Archive of UserLand's first discussion group, started October 5, 1998.

Re: Dispatches from the Napster and Gnutella front

Author:Robert Cassidy
Posted:4/21/2000; 11:31:47 AM
Topic:Dispatches from the Napster and Gnutella front
Msg #:16513 (In response to 16501)
Prev/Next:16512 / 16514

Or in more abstracted terms, it's because the legal alternative is also prohibited to them, but with much stricter enforcement.

Yes, exactly.

The fact that alcohol is recognized as a legal substance provides an enormous amount of infrastructure to call into play in it's enforcement. It's not just the bouncer at the club, but liquor stores, distributors, and producers themselves. They all have mandated to them a common goal of enforcing the 21 age limit. Like a pyramid, you push hard enough on the top and that force will be distributed to the bottom at a magnitude that will be felt. It's the goal hoped for with handguns and tobacco right now.

Pot is illegal. There's no infrastructure. It's like pushing water.

There's also a disconnect between the young people that see music as entertainment (which is reinforced by the artists) and the RIAA middlemen which see it as a business. Only when the RIAA takes a more moderate position in this will we see a positive outcome - that is, the RIAA will need to give something to the consumer (MP3 approved content) and something to the artist (the ability to influence distribution of artwork - per song acquisition). As you say, work with the tools rather than against them.

RIAA should focus on building that infrastructure themselves - but that requires handing some control away.

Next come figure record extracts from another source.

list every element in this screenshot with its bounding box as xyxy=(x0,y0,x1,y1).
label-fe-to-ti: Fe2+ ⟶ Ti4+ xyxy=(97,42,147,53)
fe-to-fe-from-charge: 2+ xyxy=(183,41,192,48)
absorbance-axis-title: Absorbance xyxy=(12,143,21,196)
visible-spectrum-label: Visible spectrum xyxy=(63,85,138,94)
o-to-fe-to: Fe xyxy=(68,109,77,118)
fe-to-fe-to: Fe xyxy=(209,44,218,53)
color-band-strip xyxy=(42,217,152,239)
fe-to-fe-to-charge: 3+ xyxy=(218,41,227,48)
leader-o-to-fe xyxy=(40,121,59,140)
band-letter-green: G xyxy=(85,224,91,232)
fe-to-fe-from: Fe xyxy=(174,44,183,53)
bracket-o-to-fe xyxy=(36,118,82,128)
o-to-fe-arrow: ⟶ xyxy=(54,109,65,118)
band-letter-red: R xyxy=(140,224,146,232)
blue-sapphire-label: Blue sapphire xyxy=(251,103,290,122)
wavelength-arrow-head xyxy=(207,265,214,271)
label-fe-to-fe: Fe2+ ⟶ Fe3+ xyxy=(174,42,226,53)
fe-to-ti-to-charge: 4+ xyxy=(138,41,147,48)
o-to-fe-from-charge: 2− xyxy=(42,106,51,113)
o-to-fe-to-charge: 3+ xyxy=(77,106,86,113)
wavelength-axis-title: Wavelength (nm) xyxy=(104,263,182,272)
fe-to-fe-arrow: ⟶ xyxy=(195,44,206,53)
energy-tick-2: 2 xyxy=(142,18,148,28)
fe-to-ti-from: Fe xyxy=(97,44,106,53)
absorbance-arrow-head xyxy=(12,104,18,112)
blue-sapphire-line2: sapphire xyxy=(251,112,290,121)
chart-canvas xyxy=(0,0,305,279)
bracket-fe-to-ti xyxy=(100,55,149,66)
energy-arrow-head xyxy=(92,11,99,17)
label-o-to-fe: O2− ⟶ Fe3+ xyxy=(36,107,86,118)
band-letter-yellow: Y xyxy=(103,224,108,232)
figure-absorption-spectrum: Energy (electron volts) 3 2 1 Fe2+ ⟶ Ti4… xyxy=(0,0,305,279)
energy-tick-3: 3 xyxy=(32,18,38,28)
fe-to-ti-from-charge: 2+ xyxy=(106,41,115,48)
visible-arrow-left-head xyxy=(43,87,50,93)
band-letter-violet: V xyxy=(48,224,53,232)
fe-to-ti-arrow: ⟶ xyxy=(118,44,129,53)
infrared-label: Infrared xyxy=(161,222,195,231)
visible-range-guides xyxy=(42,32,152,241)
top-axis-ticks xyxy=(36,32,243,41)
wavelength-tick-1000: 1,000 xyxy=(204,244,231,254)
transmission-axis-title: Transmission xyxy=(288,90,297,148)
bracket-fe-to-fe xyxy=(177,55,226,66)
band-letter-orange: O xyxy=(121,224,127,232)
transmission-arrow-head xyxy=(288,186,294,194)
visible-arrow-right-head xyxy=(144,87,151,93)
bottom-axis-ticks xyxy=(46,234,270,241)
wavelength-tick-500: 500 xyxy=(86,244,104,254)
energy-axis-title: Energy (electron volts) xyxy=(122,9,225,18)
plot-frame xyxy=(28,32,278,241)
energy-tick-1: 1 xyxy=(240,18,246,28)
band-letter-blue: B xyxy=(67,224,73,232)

One last observation, it's not through legislation that this mechanism works, rather through litigation. It's why I think patents are so popular now as they lay the framework on which to build a lawsuit. With alcohol, the ability to hold the bartender responsible through litigation for an underage drinkers actions is very compelling... Attorneys are filling in for the failures of a representative government and deliberately enacting change at a national level now.